The posterior changes dramatically from 0 deaths to <5 deaths, particularly for the tiny towns that are most likely to have these death counts. When there are zero deaths, the posterior looks insanely different than any of the others. I cut off the smallest towns to make the dashboard for the README, but avoiding such ad-hocery is exactly why one goes Bayesian in the first place. The current dashboard snapshot is incomplete and unsatisfying.
Research the canonical way to judge the quality of these intervals (likely through cross validation and coverage testing). Use this work to do some more model development for the interval construction. I may have to let go of the simplistic Beta paradigm to do a good job of dealing with the data suppression. For example, a Poisson process, unlike the Beta, would give the likelihood of a <5 directly.
Consider borrowing strength among years (these are in the dashboards but I'd have to change the scraping/ETL) or among cities (such as with an Empirical Bayes prior specification) to improve the intervals.
The goal should be that going up from 0 to <5 doesn't "violently" change the posterior interval.
The posterior changes dramatically from
0deaths to<5deaths, particularly for the tiny towns that are most likely to have these death counts.
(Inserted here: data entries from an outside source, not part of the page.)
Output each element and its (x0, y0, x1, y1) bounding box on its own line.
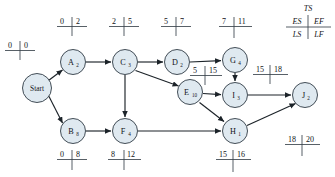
node-g-label: G (230, 56, 236, 65)
node-e-duration: 10 (192, 92, 198, 98)
time-label-c: 2 5 (109, 17, 139, 36)
time-label-d: 5 7 (161, 17, 191, 36)
node-d-label: D (172, 58, 178, 67)
time-label-g-es: 7 (222, 17, 226, 26)
legend-early-finish: EF (313, 17, 324, 26)
time-label-i-ef: 18 (274, 65, 282, 74)
node-a-duration: 2 (76, 62, 79, 68)
node-f[interactable]: F 4 (113, 119, 138, 144)
network-diagram-svg: 0 0 0 2 2 5 5 7 (0, 0, 335, 177)
node-c[interactable]: C 3 (113, 50, 138, 75)
time-label-i-es: 15 (256, 65, 264, 74)
time-label-g-ef: 11 (238, 17, 246, 26)
time-label-b-ef: 8 (76, 150, 80, 159)
time-label-a-ef: 2 (76, 17, 80, 26)
time-label-e-es: 5 (193, 66, 197, 75)
node-g-duration: 4 (238, 60, 241, 66)
time-label-d-es: 5 (164, 17, 168, 26)
edge-e-h (200, 103, 225, 122)
time-label-c-es: 2 (112, 17, 116, 26)
time-label-h: 15 16 (216, 150, 251, 172)
edge-d-g (190, 61, 221, 62)
node-c-label: C (120, 58, 126, 67)
node-e-label: E (184, 88, 189, 97)
time-label-g: 7 11 (219, 17, 252, 38)
node-b-duration: 8 (76, 131, 79, 137)
time-label-h-ef: 16 (237, 150, 245, 159)
node-f-label: F (121, 127, 126, 136)
node-g[interactable]: G 4 (223, 48, 248, 73)
node-e-circle[interactable] (178, 80, 203, 105)
network-diagram-canvas: 0 0 0 2 2 5 5 7 (0, 0, 335, 177)
time-label-f-ef: 12 (127, 150, 135, 159)
time-label-c-ef: 5 (128, 17, 132, 26)
node-b[interactable]: B 8 (61, 119, 86, 144)
node-h-duration: 1 (238, 131, 241, 137)
node-i-circle[interactable] (223, 83, 248, 108)
node-a[interactable]: A 2 (61, 50, 86, 75)
node-j[interactable]: J 2 (293, 83, 318, 108)
node-i-label: I (232, 91, 235, 100)
node-e[interactable]: E 10 (178, 80, 203, 105)
time-label-j: 18 20 (285, 135, 320, 156)
node-j-duration: 2 (307, 95, 310, 101)
edge-start-b (49, 96, 63, 124)
legend-late-finish: LF (313, 30, 323, 39)
time-label-f: 8 12 (108, 150, 141, 170)
time-label-start-es: 0 (8, 41, 12, 50)
node-d-duration: 2 (180, 62, 183, 68)
node-b-label: B (68, 127, 74, 136)
legend-early-start: ES (292, 17, 302, 26)
node-h-label: H (230, 127, 236, 136)
node-h[interactable]: H 1 (223, 119, 248, 144)
node-a-label: A (68, 58, 74, 67)
time-label-b-es: 0 (60, 150, 64, 159)
time-label-f-es: 8 (111, 150, 115, 159)
node-c-duration: 3 (128, 62, 131, 68)
time-label-a-es: 0 (60, 17, 64, 26)
time-label-e-ef: 15 (209, 66, 217, 75)
time-label-d-ef: 7 (180, 17, 184, 26)
node-i[interactable]: I 3 (223, 83, 248, 108)
time-label-b: 0 8 (57, 150, 87, 170)
time-label-start: 0 0 (5, 41, 35, 60)
node-start-label: Start (30, 84, 45, 93)
time-label-j-ef: 20 (306, 135, 314, 144)
node-f-duration: 4 (128, 131, 131, 137)
node-i-duration: 3 (237, 95, 240, 101)
legend-late-start: LS (292, 30, 301, 39)
time-label-a: 0 2 (57, 17, 87, 36)
node-d[interactable]: D 2 (165, 50, 190, 75)
legend: TS ES EF LS LF (286, 4, 331, 39)
edge-e-i (203, 94, 221, 95)
time-label-start-ef: 0 (24, 41, 28, 50)
edge-h-j (247, 104, 296, 126)
edge-start-a (49, 70, 63, 81)
node-start[interactable]: Start (23, 74, 52, 103)
time-label-i: 15 18 (253, 65, 288, 84)
time-label-j-es: 18 (288, 135, 296, 144)
time-label-h-es: 15 (219, 150, 227, 159)
legend-total-slack: TS (304, 4, 312, 13)
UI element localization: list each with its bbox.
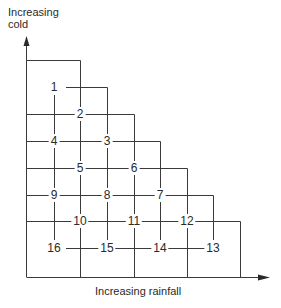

When there are zero deaths, the posterior looks insanely different than any of the others. I cut off the smallest towns to make the dashboard for the README, but avoiding such ad-hocery is exactly why one goes Bayesian in the first place. The current dashboard snapshot is incomplete and unsatisfying.Research the canonical way to judge the quality of these intervals (likely through cross validation and coverage testing). Use this work to do some more model development for the interval construction. I may have to let go of the simplistic Beta paradigm to do a good job of dealing with the data suppression. For example, a Poisson process, unlike the Beta, would give the likelihood of a
<5directly.Consider borrowing strength among years (these are in the dashboards but I'd have to change the scraping/ETL) or among cities (such as with an Empirical Bayes prior specification) to improve the intervals.
The goal should be that going up from
0to<5doesn't "violently" change the posterior interval.